The rest of the 1980s proved to be a bleak period for the Yankees and their fans. Steinbrenner signed many high-priced players, but with seemingly little regard for their adaptability to the pressures of playing in New York. Managers were put under intense pressure to succeed, subject to dismissal at any time according to the owner's whims. Three men were hired and fired during the 1982 season alone. Steinbrenner engaged in protracted contract squabbles with one star player, Don Mattingly, and publicly belittled another, Dave Winfield, by comparing him unfavorably to the departed Reggie Jackson. By 1990, the Yankees were one of the worst teams in baseball--thanks in large part to the instability wrought on the club by its owner.

By that time, Steinbrenner's relationship with Winfield had deteriorated to the point where he reportedly hired a known gambler to dig up information that would destroy the slugger's reputation. Acting on evidence of this plot, baseball commissioner Fay Vincent suspended Steinbrenner from baseball on July 30, 1990. Control of the Yankees was handed over to limited partner Robert Nederlander for an indefinite period. Yankee management used this period of "exile" to rebuild the team's shattered minor league system and make a few judicious trades. When Steinbrenner was allowed to regain control of the team in 1993, it was once again ready to contend for a world championship.

Successful Return

Many observers expected Steinbrenner to return to his imperious ways and jeopardize the club's progress, but banishment seemed to have mellowed Steinbrenner. He changed his management style, showing a renewed willingness to let his "baseball people" run the team. Other than ousting manager Buck Showalter after the 1995 season, he made few personnel changes and largely avoided making the kind of public comments that had generated controversy in the past. Under new manager Joe Torre, the team capped a stellar 1996 season with a come-from-behind upset victory over the Atlanta Braves in the World Series. Two years later, the Yankees posted the best record in American League history, going 114-48. They then completed an impressive playoff run by sweeping the San Diego Padres in four games in the World Series. By 2001, the team had won the World Series in four out of the five previous years.

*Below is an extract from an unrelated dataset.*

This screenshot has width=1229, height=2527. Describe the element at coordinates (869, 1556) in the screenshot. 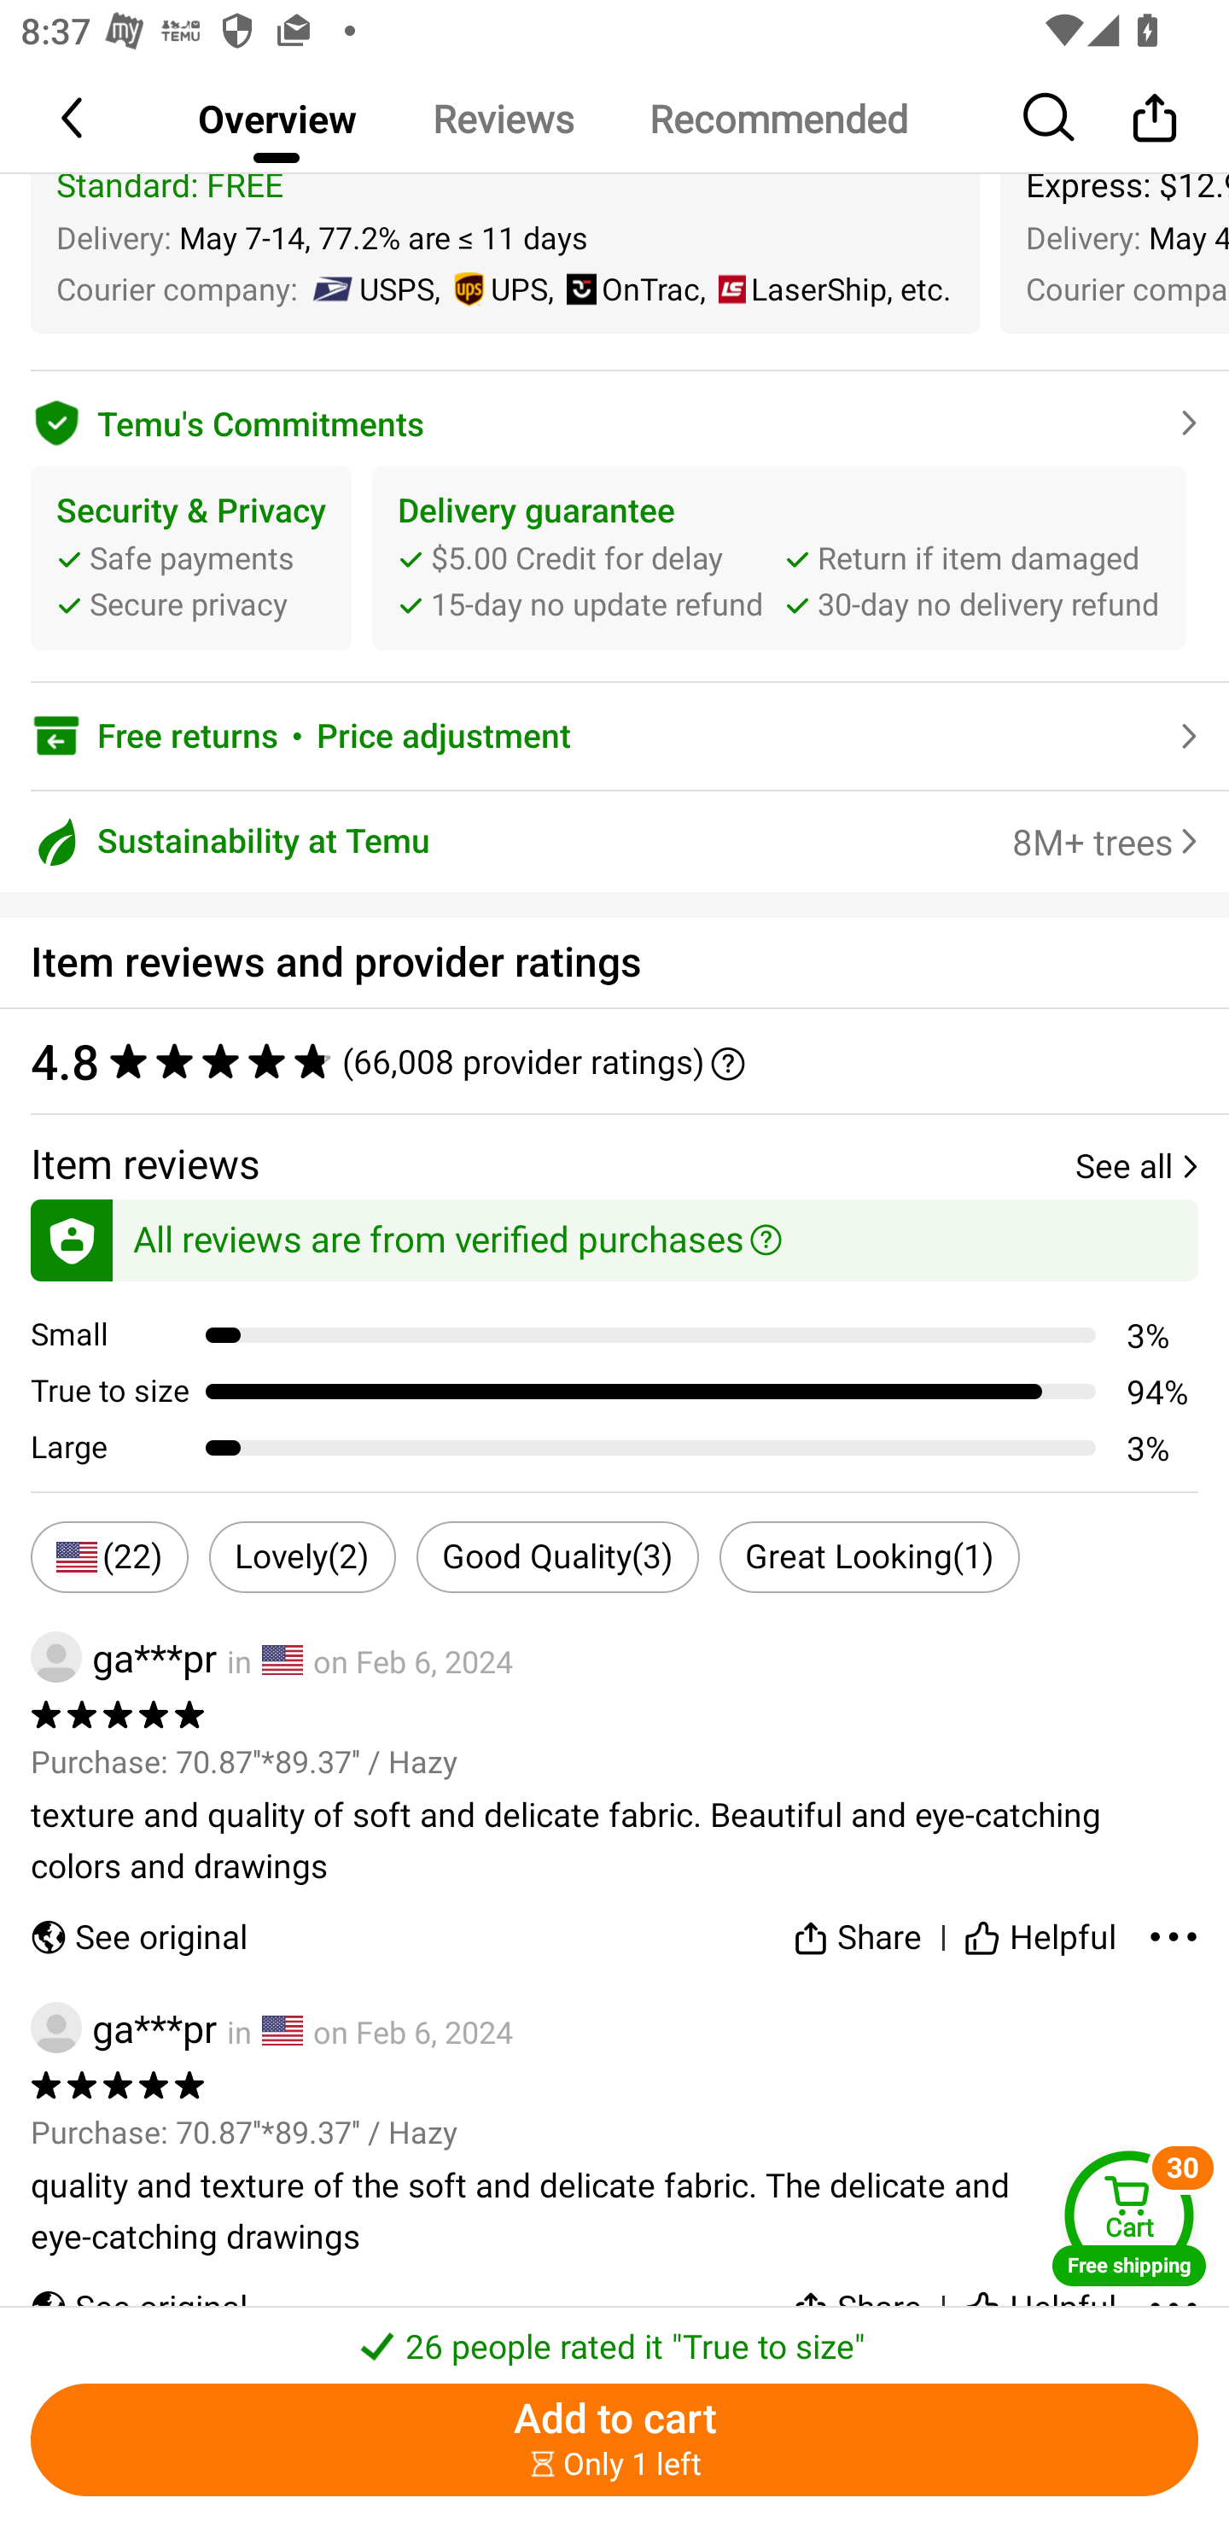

During this period of success, Steinbrenner turned his attention more frequently toward the future of the Yankees. He lobbied city and state officials in New York for the construction of a new stadium, or at least the refurbishing of the old one. In 1999, Steinbrenner joined with New York Nets owner Lewis Katz to create YankeeNets, a merger of the New York Yankees and New Jersey Nets. By 2001, YankeeNets was also the holding company for the New Jersey Devils hockey team. (Principal owners George Steinbrenner of the Yankees and Lewis Katz and Ray Chambers of the Nets and Devils retained direct control of their respective teams.) In 2001, the firm was working to launch a regional cable sports network.

Associated Organizations

Further Reading

  • Frommer, Harvey, The New York Yankee Encyclopedia, Macmillan, 1997.
  • Gallagher, Mark, The Yankee Encyclopedia, Sagamore Publishing, 1996.
  • "YankeeNets LLC,"Hoover's Online. Available from http://www.hoovers.com.
  • Madden, Bill, Damned Yankees, Warner, 1991.
  • Schapp, Dick, Steinbrenner! Putnam, 1982.